Explained: Why this photo crashes some Android phones

An interesting Android bug was discovered a week ago, where a certain image set as a wallpaper would trigger a bootloop, basically bricking Android devices and requiring users to do a factory reset via the recovery menu.

 

A bootloop is when a device tries to power on, but fails and starts the restart process. On the next iteration it also fails and triggers another restart and so on. The wallpaper causing the bug was the one in the title picture and you can see from the replies on the tweet embedded above this paragraph, a lot of Android users reported that setting that wallpaper crashed their device.

 

The affected phones were mainly Samsung devices and Google Pixels phone, with the reason being that they use the default Android color engine. The problem simplified is basically this. Android supports a limited color space, sRGB to be precise, while bigger color spaces like Adobe RGB or Pro Photo RGB. Photos that use the Adobe RGB or Pro Photo RGB color space get convered to sRGB so they can be displayed on Android devices.

The color (luminance) that each pixel displays is a sum of values of the red, blue and green color/luminance that has a max value of 255. The exact formula is  0.2126 * red + 0.7152 * green + 0.0722f * blue. On the photo, that use the Google Skia color profile not support natively in Android 10, the conversion happens and we have a pixel that gives these results when converted: red = 54.213, green = 182.376, blue = 18.411. When we sum up those values, we get a value less than 255, which shouldn’t break anything, but for some reason Google rounds the numbers to higher integer value: red = 55, green = 183, blue = 19, which in sum give 257, more than the 255 limit. The default Google color engine doesn’t gracefully handle that error and it has a wrong rounding logic.

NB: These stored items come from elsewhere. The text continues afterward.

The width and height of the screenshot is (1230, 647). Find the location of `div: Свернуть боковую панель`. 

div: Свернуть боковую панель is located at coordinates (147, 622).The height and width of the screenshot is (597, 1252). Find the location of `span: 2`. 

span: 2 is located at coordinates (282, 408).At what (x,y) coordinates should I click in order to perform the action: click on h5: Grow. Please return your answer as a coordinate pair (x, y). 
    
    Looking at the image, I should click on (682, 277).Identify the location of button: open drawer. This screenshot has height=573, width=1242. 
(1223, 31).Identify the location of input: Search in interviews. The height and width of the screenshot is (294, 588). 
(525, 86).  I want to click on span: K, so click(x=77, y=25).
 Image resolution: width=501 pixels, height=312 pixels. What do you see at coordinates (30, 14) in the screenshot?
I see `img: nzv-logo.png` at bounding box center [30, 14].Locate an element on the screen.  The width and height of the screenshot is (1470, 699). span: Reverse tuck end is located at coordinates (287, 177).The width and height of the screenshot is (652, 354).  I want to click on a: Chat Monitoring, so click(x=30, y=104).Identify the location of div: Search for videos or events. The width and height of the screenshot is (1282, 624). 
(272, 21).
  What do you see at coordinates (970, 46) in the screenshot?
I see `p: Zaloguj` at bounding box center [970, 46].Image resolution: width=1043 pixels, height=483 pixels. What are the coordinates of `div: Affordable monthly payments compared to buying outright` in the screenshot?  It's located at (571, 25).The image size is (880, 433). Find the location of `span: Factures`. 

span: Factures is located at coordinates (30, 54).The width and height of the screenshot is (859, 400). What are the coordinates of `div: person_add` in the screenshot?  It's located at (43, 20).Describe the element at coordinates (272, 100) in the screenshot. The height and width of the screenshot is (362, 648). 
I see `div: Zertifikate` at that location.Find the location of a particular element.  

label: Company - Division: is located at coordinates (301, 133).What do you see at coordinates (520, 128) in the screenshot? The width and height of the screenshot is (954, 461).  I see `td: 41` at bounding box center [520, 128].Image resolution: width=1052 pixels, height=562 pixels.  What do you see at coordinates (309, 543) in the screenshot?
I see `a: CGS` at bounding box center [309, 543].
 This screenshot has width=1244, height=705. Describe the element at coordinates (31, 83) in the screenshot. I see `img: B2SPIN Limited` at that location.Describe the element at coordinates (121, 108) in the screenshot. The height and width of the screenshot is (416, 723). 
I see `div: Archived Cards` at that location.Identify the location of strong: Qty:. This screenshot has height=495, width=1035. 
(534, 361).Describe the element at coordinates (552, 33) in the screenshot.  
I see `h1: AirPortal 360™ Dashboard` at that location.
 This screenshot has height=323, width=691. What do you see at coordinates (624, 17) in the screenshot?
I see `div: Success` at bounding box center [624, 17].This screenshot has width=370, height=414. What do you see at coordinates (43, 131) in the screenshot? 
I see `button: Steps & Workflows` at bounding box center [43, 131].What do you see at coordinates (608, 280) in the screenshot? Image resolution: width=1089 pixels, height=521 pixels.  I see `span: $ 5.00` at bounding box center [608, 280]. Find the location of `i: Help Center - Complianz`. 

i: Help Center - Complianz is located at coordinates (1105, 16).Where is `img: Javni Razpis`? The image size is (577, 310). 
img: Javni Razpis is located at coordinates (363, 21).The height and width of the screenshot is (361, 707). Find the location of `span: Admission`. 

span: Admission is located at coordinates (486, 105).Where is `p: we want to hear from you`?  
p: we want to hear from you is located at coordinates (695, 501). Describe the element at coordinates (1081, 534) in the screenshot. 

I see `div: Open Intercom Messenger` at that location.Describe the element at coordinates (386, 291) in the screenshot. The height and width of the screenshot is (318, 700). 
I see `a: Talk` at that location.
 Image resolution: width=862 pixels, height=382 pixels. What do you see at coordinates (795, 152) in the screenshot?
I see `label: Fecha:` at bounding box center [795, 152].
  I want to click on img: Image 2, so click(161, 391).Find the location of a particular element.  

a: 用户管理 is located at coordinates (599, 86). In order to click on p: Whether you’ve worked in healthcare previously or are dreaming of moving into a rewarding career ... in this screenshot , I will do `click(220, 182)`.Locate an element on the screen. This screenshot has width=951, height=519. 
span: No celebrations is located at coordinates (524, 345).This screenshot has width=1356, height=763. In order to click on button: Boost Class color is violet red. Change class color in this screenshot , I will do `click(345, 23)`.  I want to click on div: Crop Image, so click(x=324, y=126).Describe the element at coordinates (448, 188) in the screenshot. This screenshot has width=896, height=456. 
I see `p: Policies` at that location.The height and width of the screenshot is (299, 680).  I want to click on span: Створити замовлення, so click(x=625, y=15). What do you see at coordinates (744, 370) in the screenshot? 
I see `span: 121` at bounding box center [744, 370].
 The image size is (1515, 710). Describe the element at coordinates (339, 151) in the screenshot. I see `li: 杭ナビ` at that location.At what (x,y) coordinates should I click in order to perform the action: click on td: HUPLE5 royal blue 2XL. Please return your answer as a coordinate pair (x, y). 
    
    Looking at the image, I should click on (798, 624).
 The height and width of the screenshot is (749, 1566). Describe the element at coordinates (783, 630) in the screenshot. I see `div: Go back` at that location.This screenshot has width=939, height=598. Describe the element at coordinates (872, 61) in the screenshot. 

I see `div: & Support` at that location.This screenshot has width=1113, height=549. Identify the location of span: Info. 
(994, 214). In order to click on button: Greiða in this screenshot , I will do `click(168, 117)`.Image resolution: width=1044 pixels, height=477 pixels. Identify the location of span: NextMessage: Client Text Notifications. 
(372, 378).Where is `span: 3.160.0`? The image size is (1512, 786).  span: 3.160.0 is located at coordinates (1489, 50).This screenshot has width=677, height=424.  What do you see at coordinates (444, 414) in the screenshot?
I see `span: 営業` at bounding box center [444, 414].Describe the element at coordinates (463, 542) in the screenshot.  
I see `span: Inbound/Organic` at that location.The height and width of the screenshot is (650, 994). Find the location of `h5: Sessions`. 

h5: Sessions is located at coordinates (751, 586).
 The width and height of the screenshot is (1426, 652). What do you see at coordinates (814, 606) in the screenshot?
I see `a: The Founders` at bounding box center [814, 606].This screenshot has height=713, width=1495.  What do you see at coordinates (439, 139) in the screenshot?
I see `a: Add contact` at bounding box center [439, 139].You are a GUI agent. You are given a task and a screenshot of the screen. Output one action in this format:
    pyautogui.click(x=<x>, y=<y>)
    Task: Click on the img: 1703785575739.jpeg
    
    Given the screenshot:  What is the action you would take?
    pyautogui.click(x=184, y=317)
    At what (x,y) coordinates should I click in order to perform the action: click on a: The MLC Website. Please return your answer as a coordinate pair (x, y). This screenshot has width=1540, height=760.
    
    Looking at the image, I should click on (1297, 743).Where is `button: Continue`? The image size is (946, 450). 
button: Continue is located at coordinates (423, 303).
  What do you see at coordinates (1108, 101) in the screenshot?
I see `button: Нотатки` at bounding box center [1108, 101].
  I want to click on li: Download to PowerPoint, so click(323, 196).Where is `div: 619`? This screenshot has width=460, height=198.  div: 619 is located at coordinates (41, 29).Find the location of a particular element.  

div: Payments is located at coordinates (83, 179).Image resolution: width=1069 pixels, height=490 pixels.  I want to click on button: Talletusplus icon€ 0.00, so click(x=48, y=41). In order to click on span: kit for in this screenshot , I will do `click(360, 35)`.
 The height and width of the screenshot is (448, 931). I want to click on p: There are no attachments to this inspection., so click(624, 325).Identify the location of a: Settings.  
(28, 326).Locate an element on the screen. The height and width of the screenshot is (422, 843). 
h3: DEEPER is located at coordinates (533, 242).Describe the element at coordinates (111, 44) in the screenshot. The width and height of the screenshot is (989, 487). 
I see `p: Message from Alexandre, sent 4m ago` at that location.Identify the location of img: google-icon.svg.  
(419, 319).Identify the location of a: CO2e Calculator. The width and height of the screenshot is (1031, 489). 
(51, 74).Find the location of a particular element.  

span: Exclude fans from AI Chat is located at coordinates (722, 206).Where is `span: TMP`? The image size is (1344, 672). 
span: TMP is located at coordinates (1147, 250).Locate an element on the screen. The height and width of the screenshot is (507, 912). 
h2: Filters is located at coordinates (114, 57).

Above you can see the code in question in the ImageProcessHelper.java file in SystemUI folder in Android. The value of histogram is exceeded when the erroneous conversion happens and the function breaks.

Nokia phones (and most other Android phones) don’t appear to be affected most likely because they don’t use the Google default color engine. According to an official statement from Google, the company is conducting internal testing but believes that the pixel with exceeding luminance is the reason things break, and not the color space the image is encoded in.

YouTube

Arun from Mr.Whosetheboss channel did a nice explanation of the issue followed by easy to understand graphics, while more details about this issue can be found on the Xda-developers portal as well.

Note: We don’t encourage you to use the wallpaper on your device and we are not responsible for any damages it can cause.